It’s been another busy week and I still haven’t fully recovered my reading mojo. It’s been warm here though, so I’ve been doing other things. In my spare time, I’ve been bicycling and playing quite a bit of tennis lately. I’m in a tournament for fun at the end of the month — so I need to get cracking, or swinging so to speak. As for books right now, I’m reading Sue Monk Kidd’s 2014 novel “The Invention of Wings” for book club, and I’m listening to Margaret Atwood’s book “Stone Mattress” as an audiobook. Both are good, have you read either of them?
Meanwhile this past week, I finally finished Elizabeth Hay’s 2007 novel “Late Nights on Air,” which seemed to take forever despite being 364 pages. At the halfway mark, I wasn’t sure I would get to the end as it seemed slow and a bit meandering and I wasn’t sure it was going anywhere — but then upon completing it I was glad to have seen the story through. The novel won Canada’s top literary prize, the Giller, in 2007 beating out Michael Ondaatje’s novel “Divisadero,” which I’m sure was no small feat. I came to read Hay’s book because I met the author last fall at our city’s book festival and had her sign a copy.
“Late Nights on Air” is about a group of misfit co-workers at a Canadian public radio station in the far northern town of Yellowknife in the 1970s. There’s the affable lead character Harry, who becomes the station’s manager as the book opens; and Dido, the beautiful, alluring one who has the perfect radio voice; as well the receptionist, the likable lonely Eleanor; and twenty-something Gwen who’s driven 3,000 miles from Ontario to get radio experience. There’s also Eddy, the brooding technician, and 60-year-old Ralph, the station’s book reviewer who doesn’t get enough air time.
It’s these characters and their relationships among one another that form the crux of the novel and kept me curious to see what would eventually pan out, though it takes awhile to get there. The story is descriptive and imbued with a strong sense of place of remote Yellowknife, a city only 250 miles from the Arctic Circle. Apparently the author, Elizabeth Hay, worked at a radio station there in the 1970s, so her novel is a bit autobiographical. Amid the backdrop of the characters’ lives, the city — in the novel — is undergoing a ruckus over a proposed natural gas pipeline that would cut across Native lands, and the first incoming television station threatens to disrupt their local radio programming. Much is in flux there that at times binds and comes between the crew at the radio station.
The story meanders on for awhile, but luckily picks up towards the end as four of the radio crew take an epic six-week canoe trip to pursue the route of English explorer John Hornby along the remote and wild Thelon River. This was my favorite part of the book with some beautiful nature writing and a little suspense to its passages. I wish this journey had started earlier in the book as the river pages flew by. By the book’s end, the friends eventually depart the radio station and move on with their lives, but not before making an indelible impact on each other and their time together in the North. It’s a novel that grew on me over a long while, and its characters and northern scenes have stayed with me after turning its last pages.
For those who like radio, or are interested in character-driven novels, or the far North, you might like this one.
What about you have you read “Late Nights on Air” or any of Elizabeth Hay’s books, or any similar novels? And if so, what did you think?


The task | Copy all of the data below exactly as it is given.

Records supplied |

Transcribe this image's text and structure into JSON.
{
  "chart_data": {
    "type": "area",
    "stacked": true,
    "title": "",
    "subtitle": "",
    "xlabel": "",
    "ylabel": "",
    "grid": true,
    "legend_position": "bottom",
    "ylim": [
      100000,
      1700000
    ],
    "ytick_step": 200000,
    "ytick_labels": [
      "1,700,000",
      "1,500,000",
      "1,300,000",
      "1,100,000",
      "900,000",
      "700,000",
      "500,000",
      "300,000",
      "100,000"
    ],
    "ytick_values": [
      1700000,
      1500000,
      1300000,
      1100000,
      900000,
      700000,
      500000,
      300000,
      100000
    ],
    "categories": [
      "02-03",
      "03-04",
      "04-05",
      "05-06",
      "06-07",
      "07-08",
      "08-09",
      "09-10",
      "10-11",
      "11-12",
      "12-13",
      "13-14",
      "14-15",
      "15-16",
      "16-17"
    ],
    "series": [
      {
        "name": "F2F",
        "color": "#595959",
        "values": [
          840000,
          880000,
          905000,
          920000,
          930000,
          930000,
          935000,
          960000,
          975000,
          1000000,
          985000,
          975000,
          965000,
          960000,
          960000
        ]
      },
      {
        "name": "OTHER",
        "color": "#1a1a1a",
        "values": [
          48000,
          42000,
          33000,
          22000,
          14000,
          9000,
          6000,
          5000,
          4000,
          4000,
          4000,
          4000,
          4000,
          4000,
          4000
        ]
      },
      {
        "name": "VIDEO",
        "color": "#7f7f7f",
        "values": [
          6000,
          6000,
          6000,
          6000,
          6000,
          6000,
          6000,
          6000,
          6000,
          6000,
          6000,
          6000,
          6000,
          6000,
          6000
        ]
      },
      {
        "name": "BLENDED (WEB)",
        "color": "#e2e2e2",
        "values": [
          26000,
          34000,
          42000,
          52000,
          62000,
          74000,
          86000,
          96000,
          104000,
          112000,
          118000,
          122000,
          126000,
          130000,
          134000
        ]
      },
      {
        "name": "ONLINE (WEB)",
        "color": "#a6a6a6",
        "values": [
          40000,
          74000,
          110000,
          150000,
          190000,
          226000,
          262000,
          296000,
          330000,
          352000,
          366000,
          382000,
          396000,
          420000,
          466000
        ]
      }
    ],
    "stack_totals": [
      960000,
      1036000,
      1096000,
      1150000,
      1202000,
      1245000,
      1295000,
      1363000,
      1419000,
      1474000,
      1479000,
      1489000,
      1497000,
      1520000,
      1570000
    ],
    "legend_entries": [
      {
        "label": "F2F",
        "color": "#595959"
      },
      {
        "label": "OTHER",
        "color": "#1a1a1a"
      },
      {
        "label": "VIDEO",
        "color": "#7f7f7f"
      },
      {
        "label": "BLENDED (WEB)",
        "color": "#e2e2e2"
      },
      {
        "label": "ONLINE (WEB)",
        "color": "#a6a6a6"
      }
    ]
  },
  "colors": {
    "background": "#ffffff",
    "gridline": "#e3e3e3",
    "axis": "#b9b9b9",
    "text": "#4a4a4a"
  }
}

Result for this task |
Transcribe this image's text and structure into JSON.
{
  "chart_data": {
    "type": "area",
    "stacked": true,
    "title": "",
    "subtitle": "",
    "xlabel": "",
    "ylabel": "",
    "grid": true,
    "legend_position": "bottom",
    "ylim": [
      100000,
      1700000
    ],
    "ytick_step": 200000,
    "ytick_labels": [
      "1,700,000",
      "1,500,000",
      "1,300,000",
      "1,100,000",
      "900,000",
      "700,000",
      "500,000",
      "300,000",
      "100,000"
    ],
    "ytick_values": [
      1700000,
      1500000,
      1300000,
      1100000,
      900000,
      700000,
      500000,
      300000,
      100000
    ],
    "categories": [
      "02-03",
      "03-04",
      "04-05",
      "05-06",
      "06-07",
      "07-08",
      "08-09",
      "09-10",
      "10-11",
      "11-12",
      "12-13",
      "13-14",
      "14-15",
      "15-16",
      "16-17"
    ],
    "series": [
      {
        "name": "F2F",
        "color": "#595959",
        "values": [
          840000,
          880000,
          905000,
          920000,
          930000,
          930000,
          935000,
          960000,
          975000,
          1000000,
          985000,
          975000,
          965000,
          960000,
          960000
        ]
      },
      {
        "name": "OTHER",
        "color": "#1a1a1a",
        "values": [
          48000,
          42000,
          33000,
          22000,
          14000,
          9000,
          6000,
          5000,
          4000,
          4000,
          4000,
          4000,
          4000,
          4000,
          4000
        ]
      },
      {
        "name": "VIDEO",
        "color": "#7f7f7f",
        "values": [
          6000,
          6000,
          6000,
          6000,
          6000,
          6000,
          6000,
          6000,
          6000,
          6000,
          6000,
          6000,
          6000,
          6000,
          6000
        ]
      },
      {
        "name": "BLENDED (WEB)",
        "color": "#e2e2e2",
        "values": [
          26000,
          34000,
          42000,
          52000,
          62000,
          74000,
          86000,
          96000,
          104000,
          112000,
          118000,
          122000,
          126000,
          130000,
          134000
        ]
      },
      {
        "name": "ONLINE (WEB)",
        "color": "#a6a6a6",
        "values": [
          40000,
          74000,
          110000,
          150000,
          190000,
          226000,
          262000,
          296000,
          330000,
          352000,
          366000,
          382000,
          396000,
          420000,
          466000
        ]
      }
    ],
    "stack_totals": [
      960000,
      1036000,
      1096000,
      1150000,
      1202000,
      1245000,
      1295000,
      1363000,
      1419000,
      1474000,
      1479000,
      1489000,
      1497000,
      1520000,
      1570000
    ],
    "legend_entries": [
      {
        "label": "F2F",
        "color": "#595959"
      },
      {
        "label": "OTHER",
        "color": "#1a1a1a"
      },
      {
        "label": "VIDEO",
        "color": "#7f7f7f"
      },
      {
        "label": "BLENDED (WEB)",
        "color": "#e2e2e2"
      },
      {
        "label": "ONLINE (WEB)",
        "color": "#a6a6a6"
      }
    ]
  },
  "colors": {
    "background": "#ffffff",
    "gridline": "#e3e3e3",
    "axis": "#b9b9b9",
    "text": "#4a4a4a"
  }
}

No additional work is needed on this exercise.